Tyrannosaurus Bones Must Return to Mongolia, U.S. Says

The U.S. is seeking to return a Tyrannosaurus bataar to Mongolia after officials there said the dinosaur bones were smuggled into the U.S.

The skeleton, which spans 24 feet in length and is eight feet tall, had been shipped to the U.S. from the U.K. via Florida and then to Texas before arriving in New York in 2010. It was auctioned by Texas-based Heritage Auctions Inc. in New York in May for more than $1 million.

The auction proceeded even though the president of Mongolia obtained a restraining order in a Texas court before it took place. Under Mongolian law, dinosaur fossils are considered property of the Mongolian government and “one-of-a-kind rare items” that are prohibited from being moved abroad.

U.S. Attorney Preet Bharara in Manhattan said the bones, discovered sometime between 1995 and 2005, were looted from Mongolia’s Gobi Desert.

“The skeletal remains of this dinosaur are of tremendous cultural and historic significance to the people of Mongolia,” Bharara said in a statement. “When the skeleton was allegedly looted, a piece of the country’s natural history was stolen with it, and we look forward to returning it to its rightful place.”
Misstated Origin

Bharara alleges the customs documents for the dinosaur misstated the bones’ country of origin as Great Britain instead of Mongolia. The government’s paleontologists concluded the skeleton must have come from Mongolia because the dinosaur was native to that region and its bones have only been discovered there.

The Tyrannosaurus bataar, which lived about 70 million years ago, was first discovered by paleontologists in 1946, Bharara’s office said. Since 1924, Mongolia enacted laws making any dinosaurs discovered there to be government property.

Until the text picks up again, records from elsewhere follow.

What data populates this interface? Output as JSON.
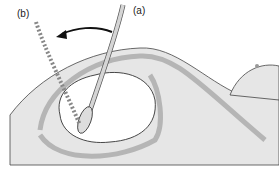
{
  "figure": {
    "labels": {
      "a": "(a)",
      "b": "(b)"
    },
    "colors": {
      "skin": "#e4e4e4",
      "uterus_wall": "#b9b9b9",
      "outline": "#333333",
      "fetus": "#ffffff",
      "instrument": "#d0d0d0"
    }
  }
}
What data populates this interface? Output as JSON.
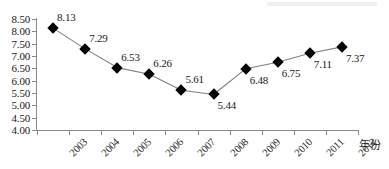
{
  "chart_data": {
    "type": "line",
    "title": "",
    "subtitle": "",
    "xlabel": "年份",
    "ylabel": "",
    "categories": [
      "2003",
      "2004",
      "2005",
      "2006",
      "2007",
      "2008",
      "2009",
      "2010",
      "2011",
      "2012"
    ],
    "values": [
      8.13,
      7.29,
      6.53,
      6.26,
      5.61,
      5.44,
      6.48,
      6.75,
      7.11,
      7.37
    ],
    "point_labels": [
      "8.13",
      "7.29",
      "6.53",
      "6.26",
      "5.61",
      "5.44",
      "6.48",
      "6.75",
      "7.11",
      "7.37"
    ],
    "label_positions": [
      "above",
      "above",
      "above",
      "above",
      "above",
      "below",
      "below",
      "below",
      "below",
      "below"
    ],
    "ylim": [
      4.0,
      8.5
    ],
    "ytick_step": 0.5,
    "ytick_labels": [
      "8.50",
      "8.00",
      "7.50",
      "7.00",
      "6.50",
      "6.00",
      "5.50",
      "5.00",
      "4.50",
      "4.00"
    ],
    "ytick_values": [
      8.5,
      8.0,
      7.5,
      7.0,
      6.5,
      6.0,
      5.5,
      5.0,
      4.5,
      4.0
    ],
    "grid": false,
    "legend": false,
    "legend_position": "none",
    "marker": "diamond",
    "marker_color": "#000000",
    "line_color": "#808080",
    "axis_color": "#8a8a8a",
    "text_color": "#1a1a1a",
    "background": "#ffffff",
    "xtick_label_rotation_deg": -45,
    "annotations": []
  }
}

The complaint also alleges the bones were priced too low in the customs documents, with the value listed at $15,000 instead of the $950,000 to $1.5 million listed in the Natural History Auction catalog. The bones sold at auction on May 20 for $1,052,500.

The auction catalog describes the dinosaur as “an incredible complete skeleton, painstakingly excavated and prepared” and is “a stupendous, museum-quality specimen of one of the most emblematic dinosaurs ever to have stalked this earth.”


Broken Bones

By contrast, the customs documents described the imports as “two large rough fossil reptile heads, six boxes of broken fossil bones, three rough fossil reptiles, one fossil lizard, three rough fossil reptiles and one fossil reptile skull.”

The final sale at the auction is contingent on the outcome of the case, Bharara’s office said.

Jim Halperin, co-chairman of Heritage Auction, said in statement, “We can’t comment on the lawsuit because we haven’t seen it yet.”

The case is U.S. v. One Tyrannosaurus bataar skeleton, 12CV4760, Southern District of New York (Manhattan).